The ploy worked, up to a point. Drug trafficking still proves more lucrative than candy manufacturing but the clones have come to dominate the landscape. Estimates runs as high as 80%. Just as the Sendero have been largely suppressed, so too the original cacáo stands, replaced by CCN-51 – the reactionary force of the entire species.
Perhaps fitting & in keeping with San Martin... named after the Peruvian saint from Porres who cared for the sick, the poor, & the enslaved. Seeing how he himself was of mixed blood, St. Martin de Porres stood for interracial justice.
So have a heart for those in need, especially a misguided clone.
Appearance 4.1 / 5
Color: | dark bark |
Surface: | chip off the old block: flakes, crumbs, whorls & swirls |
Temper: | semi-gloss in a semi-dull way |
Snap: | bullet proof |
Aroma 7.8 / 10
strangely caramelized for Peru (with peanuts), under a wood pile -> curare & tobacco on the break
Mouthfeel 11.6 / 15
Texture: | powder; dry cotton mouth |
Melt: | stiff fat / hard butter |
Flavor 40.9 / 50
Aroma encapsulates the taste well: cocoa -> dirty red spot (raspberry to cocona) -> coffee -> bark -> licorice -> roasted peanut -> cardboard -> peters into some grains (rice / cassava) -> more peanuts & coffee -> ends on an Amazon grape drowned in muddy cocoa
Quality 14.7 / 20
Hi-brow start dashed by lowbrow finish. In between it’s all... well, predictably middlebrow.

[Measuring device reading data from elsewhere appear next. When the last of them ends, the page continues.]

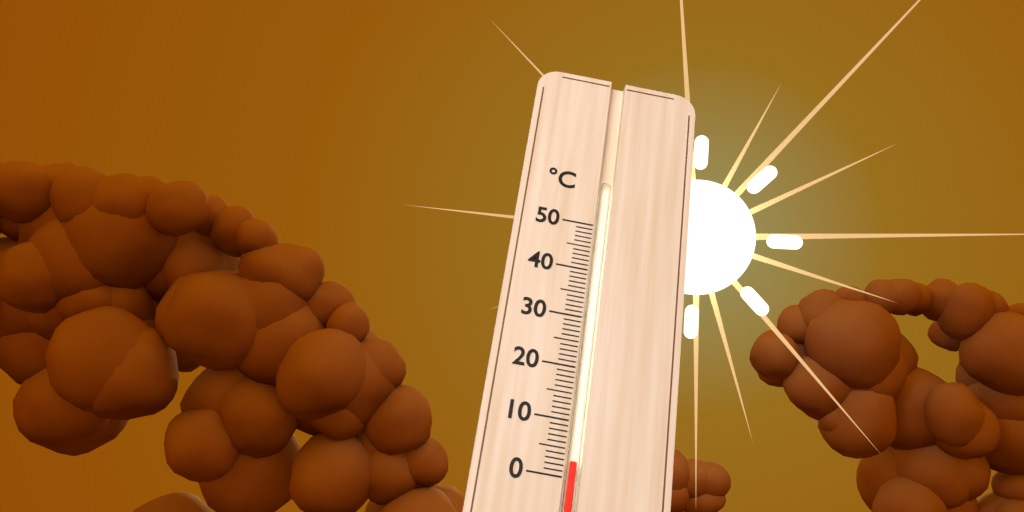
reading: 3 °C
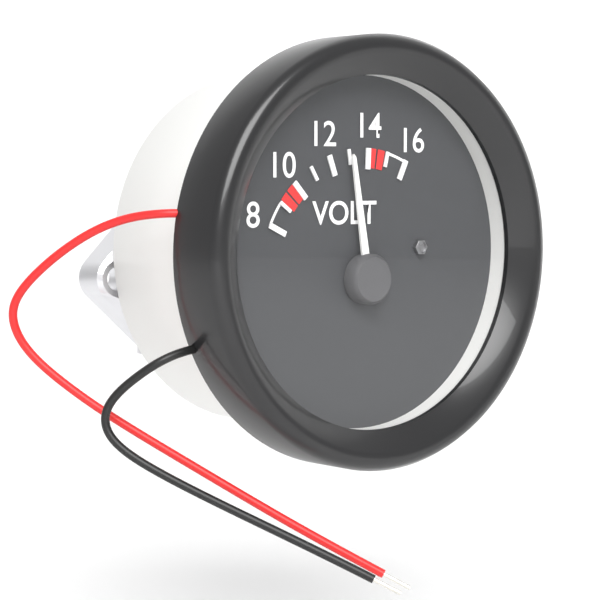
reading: 13 V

Talk of every which processing method (convection oven or drum roaster, ball vs. roller mill, dry or wet conche, etc.) becomes meaningless unless the bean itself measures up.
Compromised seed stock = likewise chocolate.
This simply lacks character.
The wrapper waxes on in ironic English about “forgotten flavours”. Truly the land around San Martin suffers from amnesia. Following the river north to Marañón Canyon will help it to rediscover the memory of the chocolate gods where origin cacáo still resides.
The good Bromans (growers) in San Martin did their best. Ditto Willie. Chalk ‘em up as more CCN-51 victims.
Long standing reports continue to circulate – issued mainly from the mouths of the very geneticists in on the engineering -- of a “new & improved CCN”.
How long can one hold their breath before asphyxiation sets in?
ING: cocoa mass, cocoa butter, raw Cuban cane sugar
Reviewed July 12, 2011
Talk of every which processing method (convection oven or drum roaster, ball vs. roller mill, dry or wet conche, etc.) becomes meaningless unless the bean itself measures up.
Compromised seed stock = likewise chocolate.
This simply lacks character.
The wrapper waxes on in ironic English about “forgotten flavours”. Truly the land around San Martin suffers from amnesia. Following the river north to Marañón Canyon will help it to rediscover the memory of the chocolate gods where origin cacáo still resides.
The good Bromans (growers) in San Martin did their best. Ditto Willie. Chalk ‘em up as more CCN-51 victims.
Long standing reports continue to circulate – issued mainly from the mouths of the very geneticists in on the engineering -- of a “new & improved CCN”.
How long can one hold their breath before asphyxiation sets in?